Time for reflection
These are harrowing times. The world is in turmoil because of the coronavirus, which proves once more how vulnerable humanity really is. The entire system has gone completely haywire because of a minuscule, microscopic virus. This is a familiar phenomenon in complexity theory: small causes have enormous and unpredictable effects. Sudden hoarding – wholly unnecessary, incidentally – and the extreme reactions of the stock market are just two examples of the unexpected effects of a small disruption to the system. And yet the shockwave is gigantic. Why does this virus have such a dramatic effect on our feelings of well-being? What are we actually dealing with? And if we look beyond the surface, what is going on? What do we really know about that minuscule coronavirus?
Ever since the Enlightenment, Western man has presumed he lives in a malleable world. Don’t get me wrong: a world malleable by man. Descartes said it so well, with his celebrated Cogito ergo sum – I think, therefore I am. And because I think I can elucidate, understand and shape the system. This is indeed what we have done for the last few hundred years, and not without consequences. The world was our oyster and we did with it what we saw fit. We are in fact still living under this assumption of malleability. This applies – perhaps even more emphatically – to the economy.
And this is why the blow from that minuscule virus is hitting us so hard. The facts are brutally rubbing our noses in it: not only does the tiny virus constitute a threat to human health, it also shows that we are not ‘in control’ at all, that the world is not malleable and that humans are not ‘Masters of the Universe’. The virus knocks down our implicit worldview and makes us experience our own vulnerability and powerlessness. It doesn’t matter how hard we research it or who we consult, we still have to live with it day-to-day. Plannable, malleable, predictable: all notions that are part of our implicit daily mindset and no longer work.
Hopefully we will have learned a lesson after all the commotion is behind us, because the time has come to thoroughly re-evaluate our social and scientific premises, four centuries after the Enlightenment. And while reconsidering, with any luck we will reflect on some of the fallacies of the last 400 years. Let me give two examples.
First of all, we are not ‘Masters of the Universe’. We aren’t better than the rest. We are part of a larger whole, the ecosystem. And this ecosystem is not ours only, it belongs to all of us. Trees, flowers, animals, bacteria – everything has a role and a valuable place within that living system.
Secondly, the world is not malleable: it shapes itself. The harder we try to control the world, manipulate it and use it for our own goals, the more we destroy. The system is reaching its limits. When this is all over it would be good to have learned at least one thing from that minuscule, microscopic virus.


Word for word, output the data, with none of its pictures.

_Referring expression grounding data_

┏━━

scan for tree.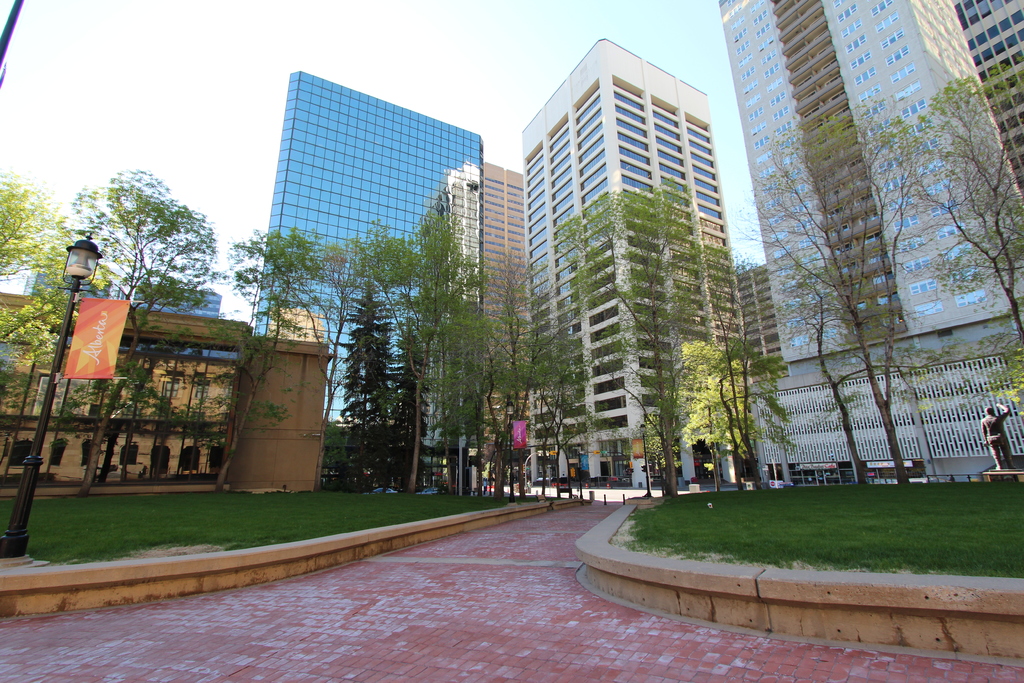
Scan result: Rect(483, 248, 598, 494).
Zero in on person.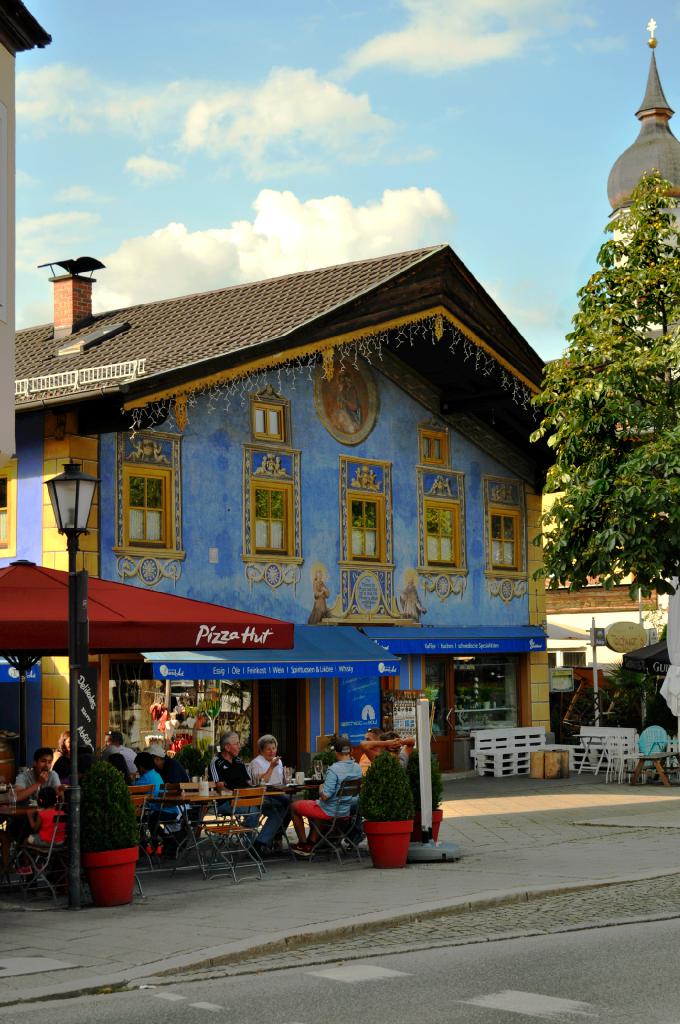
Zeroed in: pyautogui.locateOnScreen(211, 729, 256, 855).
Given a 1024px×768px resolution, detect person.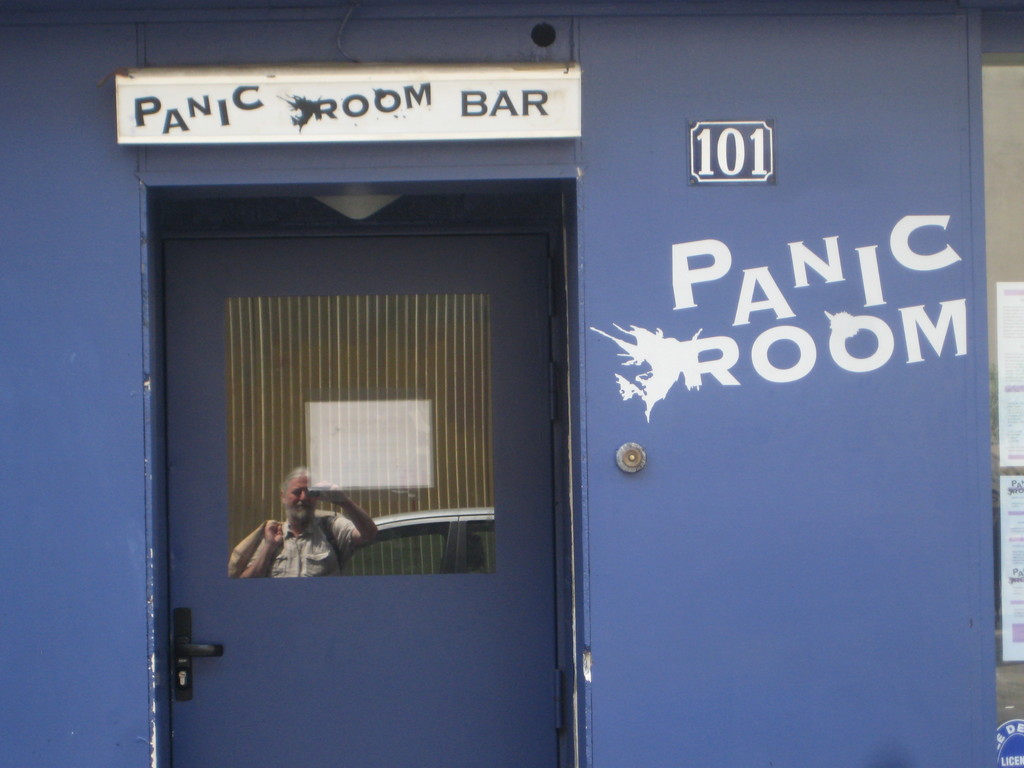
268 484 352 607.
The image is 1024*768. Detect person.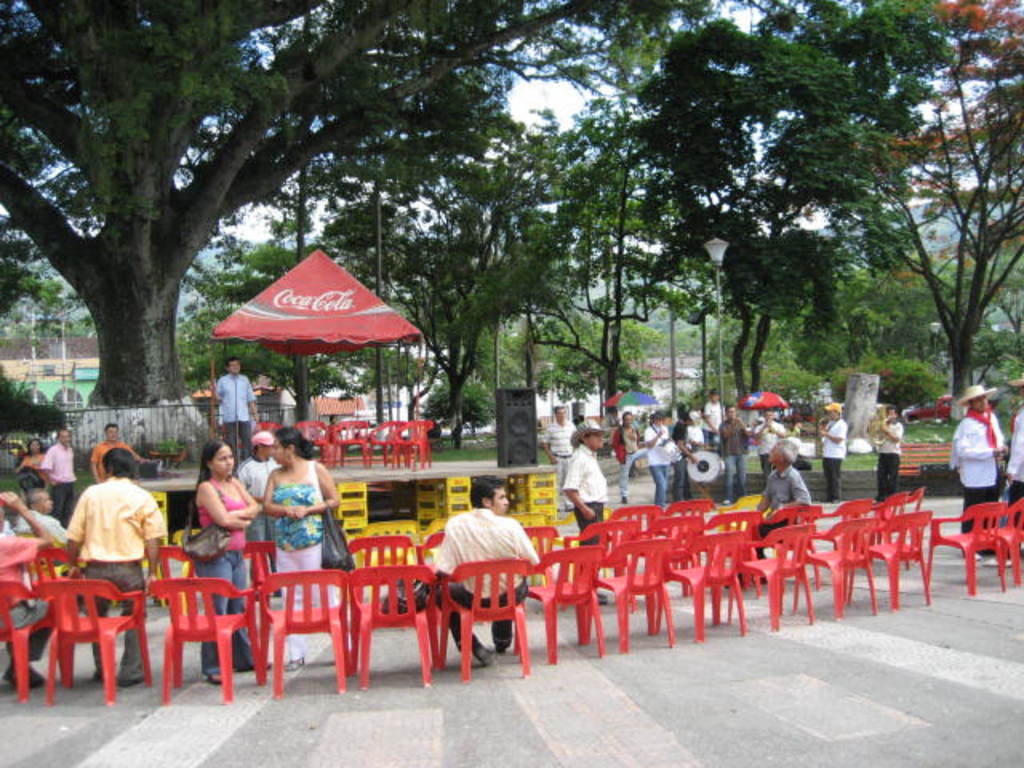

┗━━

_EXPECTED ANSWER_
scan for tree.
Scan result: Rect(483, 248, 598, 494).
Zero in on person.
Zeroed in: pyautogui.locateOnScreen(211, 729, 256, 855).
Given a 1024px×768px resolution, detect person.
268 484 352 607.
The image is 1024*768. Detect person.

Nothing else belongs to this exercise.